Synovate - The global market research company driven by curiosity

Which way will they jump?


November 2002

 

Some things in life are certain – predictable, like death, and taxes, as someone once said.  Many more things, in fact, are entirely predictable…

  • Solid objects fall down, not up;
  • Oil floats on water;
  • There are 365 (and a quarter) days in a year;
  • And the square of the hypotenuse is always equal to the sum of the squares of the sides of a right angle triangle.
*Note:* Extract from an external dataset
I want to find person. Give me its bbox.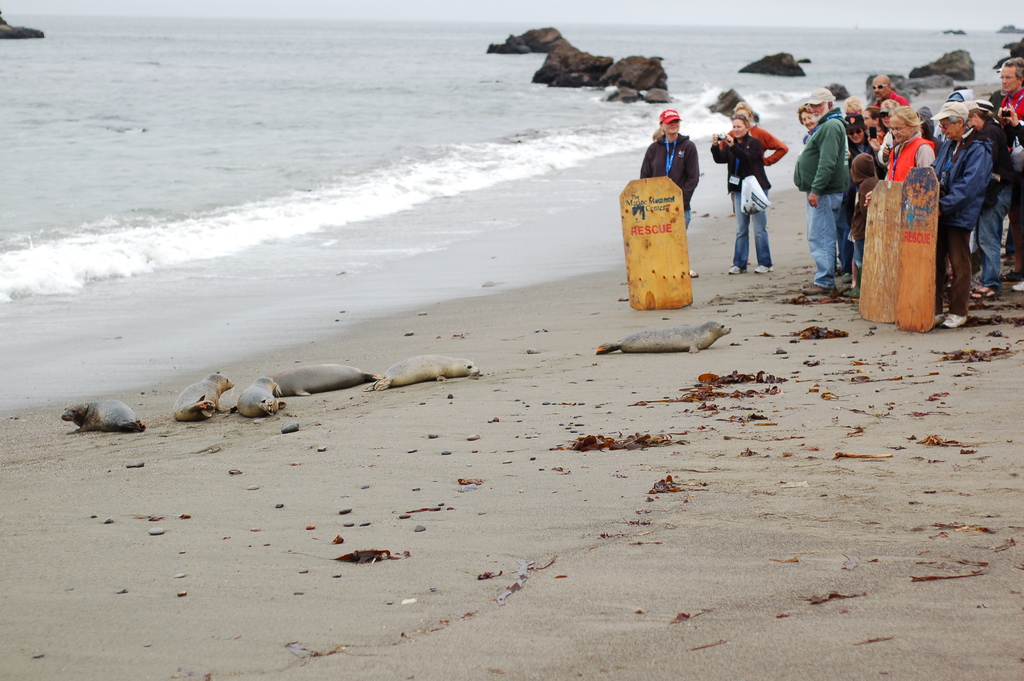
pyautogui.locateOnScreen(925, 99, 990, 328).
Scientific – or mathematical – fact.  I drop the glass, it definitely falls, maybe it breaks.  If only people were as predictable – if only we could say scientifically, and for certain, which way they’ll jump.

 

Heisenberg’s Principle  

The reality is much more fuzzy – making marketing, and marketing research, a much more inexact “science”;  some may say, not a science at all.  And while it may not be all that scientific, I can tell you from experience that studying people, and how they react, is much more interesting, and exciting, than studying chemicals, be they in a test tube, or a production plant.  In fact, the only scientific principle that applies is Heisenberg’s Principle of Uncertainty

 

In Heisenberg’s words…

 

"The more precisely the POSITION is determined, the less precisely the MOMENTUM is known"

 

Put simply – the more we know about where something is, the less we know about where it’s going.  A scary thought, when we think about consumers, and the conclusions that we often draw from what they tell us in research.


In fact, it may well lead us to ask, like Alice in this 1998 cartoon, how can we be sure that what we believe to be true, is in fact true. 
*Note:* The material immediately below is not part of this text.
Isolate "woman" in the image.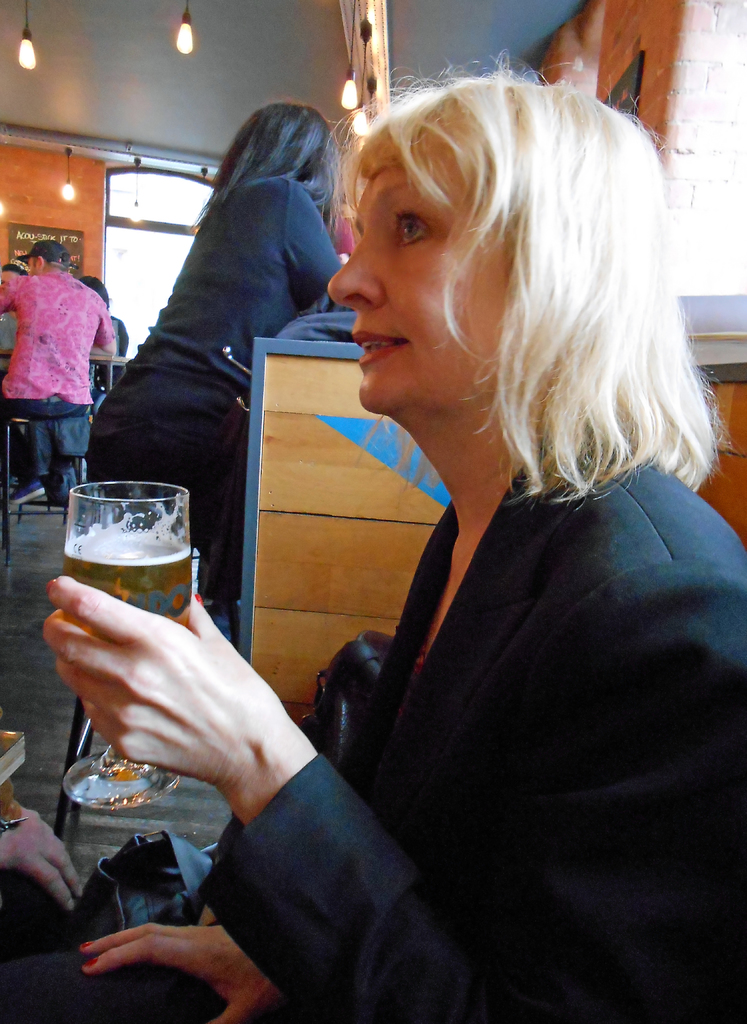
Isolated region: (84, 72, 355, 598).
                                                                  

Heisenberg’s Principle undermines the very basis of our desire to draw conclusions about cause and effect.  We assume that because someone likes our advertising, they’ll buy our product.  We assume because our customers are satisfied with our service, that they’ll continue using us.  We even assume, almost every day in a market research world, that people will do what they tell us they’re very likely to do.

 

But the reality is, that the past does not predict the future, and what people say they will do is not always what they actually end up doing.  And most importantly, for all those dinosaurs out there still believing that all they have to do to keep customers in a competitive environment is to ensure that they’re satisfied…. well, that is simply just not so.

 

In the sharp formulation of the law of causality: "if we know the present exactly, we can calculate the future" it is not the conclusion that is wrong but the premise.
(Heisenberg, in uncertainty principle paper, 1927).

 

Are they happy?  How happy are they?

Are you sure your customers are happy enough to protect them from your competitors?  Are you not only delivering to, but exceeding their expectations, in ways that matter to them?

 

Do they care?

People care a lot about their relationships, they (mostly) care a lot about what brand of beer they drink – but much less so about what bank they use or what brand of toilet paper they buy!

If they don’t care, you have to rely on habit rather than emotion to get their loyalty – and habits, like rules, are made to be broken.

 

Are they being tempted?

Is there some new competitor out there – or an old one, presenting themselves in a different way – tempting your customers in ways they can’t refuse.

 

Are they TORN between equally appealing but different options?

Are you the safe, comfortable option, that they like to come home to – competing against the exciting ‘bit on the side’, with no strings attached?  Is familiarity – with you and what you offer – breeding contempt or boredom, pushing them literally into the arms of a competitor.

 

People don’t always do what they say they’ll do, nor do they do what makes them happy.

  • The fact that we’re watching may have changed everything!
  • The more we know about where they are, the less we know about where they’re going
  • And keeping customers is about much more than just keeping them happy – you need to build the ‘love in the marriage’ to develop a real commitment to the relationship that protects from competitor attack.